Election year brings a billion hacking attempts per day to Utah’s online systems
Jul 10, 2018, 7:10 PM | Updated: Jul 11, 2018, 12:44 pm
SALT LAKE CITY, Utah – Leading up to Utah’s June primary election, state employees have been busy blocking more than a billion hacking attempts every day, according to the state elections office.
“The closer we get to Election Day the more attacks we get,” said elections director Justin Lee. “As we got close to the election, we went over a billion attacks a day.”
The attempted intrusions targeted the state’s overall information network, but it’s believed the would-be hackers were targeting Utah’s elections systems, Lee said, because the attacks amplified as the June 26 primary neared.
“We’re talking 12,000 attacks-plus a second that the IT guys are doing their job and they’re blocking,” Lee said.
Earlier this year, the Utah State Elections Office worried it might be the target of increased cyberattacks due to former presidential candidate Mitt Romney entering the U.S. Senate race. In fact, Utah officials reached out to the Department of Homeland Security to develop a security plan because of Romney’s high-profile status and hawkish foreign policy position towards Russia.
“We’ve seen stuff coming from Russia, from China, from the actors where you’d expect it to come from,” Lee said about the geographic origins of the suspicious online traffic. “We’re seeing attacks from all over the world.”
In 2017, the Utah Department of Technology Services defended the state’s data systems from 500,000 to 700,000 attacks per day, according to Phil Bates, the department’s chief information security officer. In June of this year, that number peaked at more than a billion attempts per day—or about 80 percent of the total traffic attempting to access the Utah’s online systems.
A cybersecurity expert with accounting and business advising company Eide Bailly said he wasn’t surprised by the level of suspicious traffic.
“They’re looking for some sort of a vulnerability, a hole in fence or something like that,” said Richard Hickman, with the firm’s computer forensics department. “They’re doing a lot of automated scans to be able to see if there’s anything that’s left open.”
While Utah’s electronic voting machines have not never been connected to the internet, the state’s voter registration database could be hacked from the outside.
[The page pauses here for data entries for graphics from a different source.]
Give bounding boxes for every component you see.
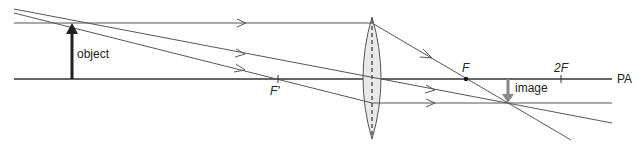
two-f-label: 2F: [554, 62, 568, 74]
ray-central: [14, 9, 612, 123]
f-label: F: [462, 62, 469, 74]
image-arrow: [502, 79, 514, 103]
image-label: image: [515, 82, 548, 94]
principal-axis-label: PA: [617, 73, 632, 85]
f-point-dot: [464, 77, 468, 81]
object-label: object: [77, 48, 109, 60]
ray-diagram: [0, 0, 641, 146]
f-prime-label: F': [270, 85, 280, 97]
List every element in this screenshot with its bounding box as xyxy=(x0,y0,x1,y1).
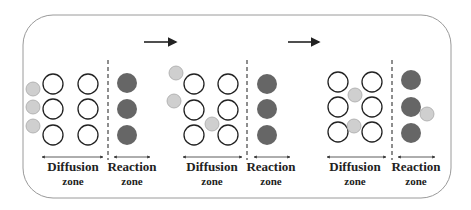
diffusion-pore-circle xyxy=(43,125,63,145)
reactant-molecule-circle xyxy=(26,100,40,114)
reaction-zone-label-sub: zone xyxy=(246,175,295,187)
reaction-site-circle xyxy=(117,125,137,145)
diffusion-pore-circle xyxy=(328,72,348,92)
reaction-site-circle xyxy=(401,97,421,117)
reaction-site-circle xyxy=(401,123,421,143)
diffusion-zone-label-title: Diffusion xyxy=(186,160,237,173)
diffusion-pore-circle xyxy=(184,74,204,94)
reaction-zone-label-title: Reaction xyxy=(246,160,295,173)
reactant-molecule-circle xyxy=(167,94,181,108)
diffusion-pore-circle xyxy=(362,72,382,92)
reaction-zone-label-title: Reaction xyxy=(107,160,156,173)
reaction-site-circle xyxy=(117,99,137,119)
stage-panels xyxy=(26,60,435,160)
diffusion-pore-circle xyxy=(78,99,98,119)
diffusion-zone-label: Diffusionzone xyxy=(47,160,98,187)
diffusion-pore-circle xyxy=(184,100,204,120)
diffusion-pore-circle xyxy=(328,122,348,142)
diffusion-pore-circle xyxy=(362,122,382,142)
diffusion-zone-label-sub: zone xyxy=(47,175,98,187)
diffusion-zone-label-sub: zone xyxy=(329,175,380,187)
diffusion-pore-circle xyxy=(43,74,63,94)
reactant-molecule-circle xyxy=(205,117,219,131)
diffusion-zone-label-title: Diffusion xyxy=(47,160,98,173)
reaction-zone-label-sub: zone xyxy=(107,175,156,187)
reactant-molecule-circle xyxy=(347,119,361,133)
diffusion-zone-label-title: Diffusion xyxy=(329,160,380,173)
panel-stage-2 xyxy=(167,60,290,160)
reaction-zone-label: Reactionzone xyxy=(391,160,440,187)
diffusion-pore-circle xyxy=(78,125,98,145)
reaction-site-circle xyxy=(401,70,421,90)
diffusion-pore-circle xyxy=(78,74,98,94)
reactant-molecule-circle xyxy=(26,119,40,133)
diffusion-zone-label: Diffusionzone xyxy=(329,160,380,187)
diffusion-pore-circle xyxy=(328,97,348,117)
reaction-site-circle xyxy=(257,125,277,145)
reaction-zone-label-title: Reaction xyxy=(391,160,440,173)
reactant-molecule-circle xyxy=(169,66,183,80)
diffusion-reaction-diagram: DiffusionzoneReactionzoneDiffusionzoneRe… xyxy=(0,0,471,210)
diffusion-pore-circle xyxy=(362,97,382,117)
reaction-zone-label-sub: zone xyxy=(391,175,440,187)
diffusion-pore-circle xyxy=(218,100,238,120)
reaction-site-circle xyxy=(117,73,137,93)
reactant-molecule-circle xyxy=(420,107,434,121)
diffusion-pore-circle xyxy=(43,99,63,119)
panel-stage-3 xyxy=(327,60,435,160)
diffusion-pore-circle xyxy=(218,125,238,145)
diffusion-pore-circle xyxy=(184,125,204,145)
reactant-molecule-circle xyxy=(348,88,362,102)
reaction-site-circle xyxy=(257,74,277,94)
reactant-molecule-circle xyxy=(26,82,40,96)
reaction-site-circle xyxy=(257,99,277,119)
panel-stage-1 xyxy=(26,60,150,160)
diffusion-zone-label: Diffusionzone xyxy=(186,160,237,187)
reaction-zone-label: Reactionzone xyxy=(107,160,156,187)
reaction-zone-label: Reactionzone xyxy=(246,160,295,187)
diffusion-zone-label-sub: zone xyxy=(186,175,237,187)
diffusion-pore-circle xyxy=(218,74,238,94)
The database contained names, addresses, political party affiliations, voter participation history, dates of birth, and possibly driver’s license numbers or partial Social Security numbers.
“If you got in there, you could change people’s voter information around, which would affect how they could vote,” Lee said.
Besides the threat of accessing personal information, Lee said the hacking attempts could also be designed to create doubt about the integrity of the elections system.
“Whether they actually effect anything or change anything is one thing but then there’s sort of just eroding the trust in the democratic process,” he said. “That’s what we’re concerned about, we want to make sure the vote is secure but we also want to make sure the public’s trust is secure in what we do.”
Leading up to the general election in November, Lee said they expect another upswing in hacking attempts.